Why’d You Choose Your Field?
Why did you choose your career? Did you actually like it? Did you trick yourself into liking it? Was a safe choice? All of the above?
I chose a lucrative field. When boomers hear I majored in data science, they say “oh man, I wish I’d have been that smart back in the day.” It was a safe choice. There’s plenty of jobs and nobody questions you.
Comments like this make me feel good because they are reassuring. But when I pay attention - really pay attention - to how I feel, I need to be careful I actually chose this field for myself and not for the people I get to tell about it.
And to be fair, data science, ML, and programming are interesting. There’s no denying that. This also makes it easier for me to convince myself I chose it for the right reasons without over-analyzing. I’m not saying that I regret my decision - I’ve gained a lot from the skills I’ve learned and I’m happy to have them. But, my point is that I never gave non-technical subjects a legitimate shot, even as hobbies.
Expanding Actual Work
Since leaving college, I’ve been forced to expand my view of “actual work.”
This started with small changes, like realizing how important code documentation is and how much time it takes.
Then, it expanded to understanding the business context of technical work to ensure our projects would have the right impact and building relationships to make sure I understand customer needs.
(Side note: those things are obvious, I know. And if you had asked me 2 years ago, I would have told you those things are obvious, so I may need to work on articulating the specifics of what I mean. I thought that good technical work would solve problems the same way people think a good product sells itself. Maybe I’ll expand more on this in a future post.)
Then, I read How Not to Let Work Explode Your Life. I realized how complex and multi-faceted our modern day lives are and how much work must go into every facet.
For the average person, work is work and the rest of life is supposed to go smoothly. But that’s far from the truth. Everything in life takes work. Your relationships, your diet, your hobbies, moving, cleaning, and everything else!
Some of that work is more annoying than others, but it’s all work. Realizing this has helped me expand my view of “actual work,” which in turn has allowed me to spend more time focusing on non-technical things. This shift would have helped me see the value in the Machine Shop in engineering school and it now has me more interested in non-technical career paths.

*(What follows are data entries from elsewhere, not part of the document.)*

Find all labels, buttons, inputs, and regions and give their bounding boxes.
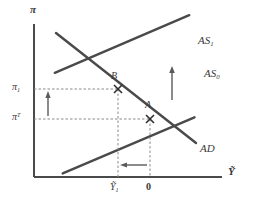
guide-lines-group — [34, 89, 150, 177]
as0-label-text: AS — [204, 67, 216, 79]
x-tick-zero: 0 — [146, 182, 151, 192]
as1-curve-label: AS1 — [198, 35, 214, 48]
as-shift-arrow-icon — [169, 66, 175, 100]
pi1-sub: 1 — [17, 86, 20, 93]
x-tick-y1: Ỹ1 — [110, 182, 119, 193]
curves-group — [49, 15, 200, 173]
pit-sup: T — [17, 111, 20, 118]
axes-group — [34, 24, 222, 177]
point-b-label: B — [111, 71, 117, 81]
as1-label-text: AS — [198, 34, 210, 46]
as0-label-sub: 0 — [216, 73, 219, 80]
y-tick-pi1: π1 — [12, 82, 20, 93]
y1-sub: 1 — [116, 186, 119, 193]
x-axis-label: Ỹ — [228, 166, 235, 177]
as1-label-sub: 1 — [210, 40, 213, 47]
y-axis-label: π — [30, 4, 36, 15]
output-fall-arrow-icon — [120, 162, 147, 167]
as0-curve-label: AS0 — [204, 68, 220, 81]
inflation-rise-arrow-icon — [45, 91, 50, 116]
point-a-label: A — [145, 100, 151, 110]
y-tick-pit: πT — [12, 112, 20, 122]
as-ad-diagram: π Ỹ AS1 AS0 AD B A π1 πT Ỹ1 0 — [0, 0, 257, 214]
ad-curve-label: AD — [200, 143, 215, 154]
diagram-canvas — [0, 0, 257, 214]
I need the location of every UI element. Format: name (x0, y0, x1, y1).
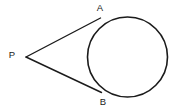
geometry-diagram: P A B (0, 0, 187, 112)
circle-shape (88, 17, 168, 97)
point-label-p: P (9, 49, 15, 60)
tangent-line-lower (26, 57, 102, 93)
point-label-a: A (97, 2, 104, 13)
diagram-canvas: P A B (0, 0, 187, 112)
point-label-b: B (100, 96, 106, 107)
tangent-line-upper (26, 18, 101, 57)
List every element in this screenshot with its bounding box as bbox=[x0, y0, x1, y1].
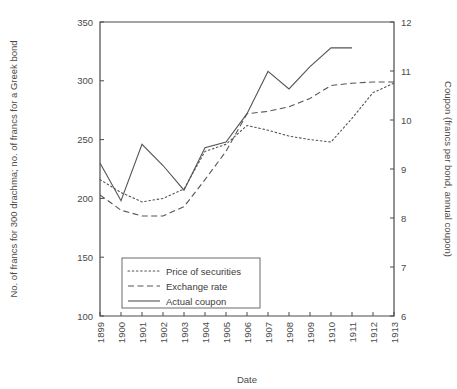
y2-axis-tick-label: 8 bbox=[401, 213, 406, 224]
series-line-price-of-securities bbox=[100, 83, 394, 202]
legend-label: Exchange rate bbox=[166, 281, 227, 292]
legend-label: Actual coupon bbox=[166, 296, 226, 307]
x-axis-tick-label: 1905 bbox=[221, 322, 232, 343]
legend-label: Price of securities bbox=[166, 266, 241, 277]
y-axis-tick-label: 100 bbox=[77, 311, 93, 322]
x-axis-tick-label: 1908 bbox=[284, 322, 295, 343]
y-axis-tick-label: 350 bbox=[77, 17, 93, 28]
y2-axis-tick-label: 12 bbox=[401, 17, 412, 28]
x-axis-tick-label: 1903 bbox=[179, 322, 190, 343]
x-axis-tick-label: 1899 bbox=[95, 322, 106, 343]
chart-container: 1001502002503003506789101112189919001901… bbox=[0, 0, 457, 389]
series-line-actual-coupon bbox=[100, 48, 352, 201]
y-axis-tick-label: 300 bbox=[77, 75, 93, 86]
x-axis-tick-label: 1901 bbox=[137, 322, 148, 343]
series-line-exchange-rate bbox=[100, 82, 394, 216]
x-axis-tick-label: 1911 bbox=[347, 322, 358, 342]
y-axis-tick-label: 200 bbox=[77, 193, 93, 204]
x-axis-tick-label: 1912 bbox=[368, 322, 379, 343]
x-axis-tick-label: 1909 bbox=[305, 322, 316, 343]
y2-axis-title: Coupon (francs per bond, annual coupon) bbox=[443, 81, 454, 257]
x-axis-tick-label: 1910 bbox=[326, 322, 337, 343]
y-axis-tick-label: 250 bbox=[77, 134, 93, 145]
x-axis-tick-label: 1904 bbox=[200, 322, 211, 343]
y2-axis-tick-label: 7 bbox=[401, 262, 406, 273]
x-axis-tick-label: 1902 bbox=[158, 322, 169, 343]
y2-axis-tick-label: 10 bbox=[401, 115, 412, 126]
y-axis-title: No. of francs for 300 drachma; no. of fr… bbox=[8, 40, 19, 297]
y2-axis-tick-label: 11 bbox=[401, 66, 411, 77]
x-axis-title: Date bbox=[237, 374, 257, 385]
x-axis-tick-label: 1913 bbox=[389, 322, 400, 343]
y2-axis-tick-label: 9 bbox=[401, 164, 406, 175]
x-axis-tick-label: 1900 bbox=[116, 322, 127, 343]
line-chart: 1001502002503003506789101112189919001901… bbox=[0, 0, 457, 389]
y2-axis-tick-label: 6 bbox=[401, 311, 406, 322]
y-axis-tick-label: 150 bbox=[77, 252, 93, 263]
x-axis-tick-label: 1907 bbox=[263, 322, 274, 343]
x-axis-tick-label: 1906 bbox=[242, 322, 253, 343]
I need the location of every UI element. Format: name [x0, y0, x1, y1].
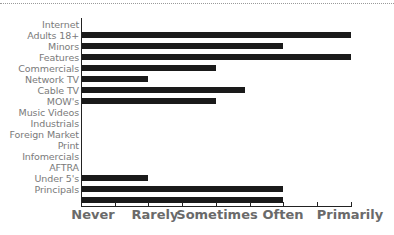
- bar-network-tv: [82, 76, 148, 82]
- bar-aftra: [82, 175, 148, 181]
- y-label-minors: Minors: [48, 41, 79, 52]
- x-label-often: Often: [263, 207, 304, 222]
- bar-features: [82, 54, 351, 60]
- y-label-adults-18: Adults 18+: [27, 30, 79, 41]
- frequency-bar-chart: Internet Adults 18+ Minors Features Comm…: [0, 0, 394, 235]
- y-label-cable-tv: Cable TV: [38, 85, 80, 96]
- x-label-primarily: Primarily: [317, 207, 384, 222]
- y-label-network-tv: Network TV: [25, 74, 79, 85]
- y-label-principals: Principals: [35, 184, 79, 195]
- bar-adults-18: [82, 32, 351, 38]
- y-label-internet: Internet: [42, 19, 79, 30]
- x-tick: [115, 202, 116, 207]
- y-label-mows: MOW's: [47, 96, 79, 107]
- x-label-rarely: Rarely: [132, 207, 179, 222]
- y-label-industrials: Industrials: [31, 118, 79, 129]
- bar-under-5s: [82, 186, 283, 192]
- y-label-foreign-market: Foreign Market: [10, 129, 79, 140]
- y-label-print: Print: [58, 140, 79, 151]
- y-label-infomercials: Infomercials: [22, 151, 79, 162]
- bar-commercials: [82, 65, 216, 71]
- y-label-music-videos: Music Videos: [19, 107, 79, 118]
- bar-mows: [82, 98, 216, 104]
- bar-cable-tv: [82, 87, 245, 93]
- y-label-aftra: AFTRA: [49, 162, 79, 173]
- x-label-never: Never: [71, 207, 114, 222]
- y-label-commercials: Commercials: [18, 63, 79, 74]
- bar-minors: [82, 43, 283, 49]
- y-label-under-5s: Under 5's: [35, 173, 79, 184]
- y-label-features: Features: [39, 52, 79, 63]
- x-label-sometimes: Sometimes: [176, 207, 257, 222]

Shying away from Product Management
When I think about Product Management, or business roles in general, the voice in the back of my head says “that’d be okay, but they’re is too much talking and not enough working.” It has never fit into my view of “actual work” which is supposed to be an “intellectual challenge”
What’s funny though, is that I love talking to people. It’s one of my favorite things
So why am I so inclined to dismiss the social aspect of a job as a negative? Because it doesn’t fit into the killer combo.
This is the main idea I’m getting at. I want to expand my views of actual work so I can make more honest assessments of the type of work I want to do.
Plus, I’m going to consider when my interest in non-technical skills, like talking to people, would actually help me excel in certain areas instead of only considering how they “get in the way of real work.”
In a way, this post is a deeper intro to some of my inner thinking related to Product Management. I want to keep the killer combo in mind as I consider how enticing a career in Product Management is to make sure I don’t write it off because it doesn’t fit my old views.
Conclusion
2022 is the year I’ll unlearn the killer combo. Instead, I’ll build a more holistic view of intelligence that allows me to explore areas I’ve previously ignored.